My book on Emily Dickinson’s poetics invites intellectual history, history of science and technology, and a sort of historical anthropology or archaeology of things into close readings of Dickinson’s poems and compositional practices as a way to get at her poetics. Such a complex approach yields a new understanding of Dickinson as having thought through the shifting philosophical grounds of her day, from Scottish Common Sense idealism over against Hume’s skeptical empiricism, to Brown’s associationist psychology and Bain’s synthesis of associationist learning models and advances in evolutionary neuroscience. My work historicizes her skeptical sensationalism, her favoring of electric (well nigh synaptical) insight, and her late (wholly Victorian) prizing and memorializing of fragmentary evidences of life, and life’s passing.

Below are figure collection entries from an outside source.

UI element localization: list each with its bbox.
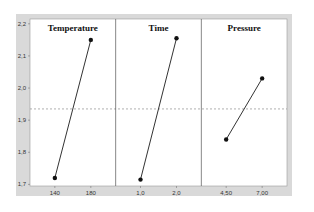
panel-title-time: Time	[149, 23, 169, 33]
y-tick-label: 1,9	[18, 117, 27, 123]
x-tick-label: 140	[50, 190, 61, 196]
data-point	[260, 76, 264, 80]
data-point	[138, 177, 142, 181]
data-point	[174, 36, 178, 40]
x-tick-label: 7,00	[256, 190, 268, 196]
y-tick-label: 2,1	[18, 53, 27, 59]
x-tick-label: 4,50	[220, 190, 232, 196]
panel-title-temperature: Temperature	[48, 23, 98, 33]
panel-title-pressure: Pressure	[228, 23, 261, 33]
y-tick-label: 1,7	[18, 181, 27, 187]
x-tick-label: 180	[86, 190, 97, 196]
main-effects-plot: 1,71,81,92,02,12,2Temperature140180Time1…	[0, 0, 314, 212]
data-point	[224, 137, 228, 141]
y-tick-label: 1,8	[18, 149, 27, 155]
y-tick-label: 2,2	[18, 21, 27, 27]
x-tick-label: 1,0	[136, 190, 145, 196]
x-tick-label: 2,0	[172, 190, 181, 196]
y-tick-label: 2,0	[18, 85, 27, 91]
data-point	[89, 38, 93, 42]
data-point	[53, 176, 57, 180]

Increasingly, I am interested in the materiality, historicity, and situatedness of literary and cultural productions. By extension, I am learning about ecocriticism, a kind of literary theory which decenters humans and grants inherent value to ‘things,’ especially including things not made by human hands, and ecosystems and their occupants.

I like to bird! I like native plants, and I care about Florida’s environment. I write creatively in a variety of genres. I even paint sometimes. I like to cook and especially to bake. I am open to a variety of tutorial ideas.

Selected Publications:

Emily Dickinson: Poetics in Context, Cambridge (2020).

We Have With Us Your Sky. Subito Press at the University of Colorado, Boulder. 2012.

Courses:

In Praise of Copying: Contemporary ‘Uncreative’ Writing.

Modernist American Poetry.

Whitman and Dickinson: Poets in the Nineteenth Century.

Reading Poetry: An Introduction to Close Reading.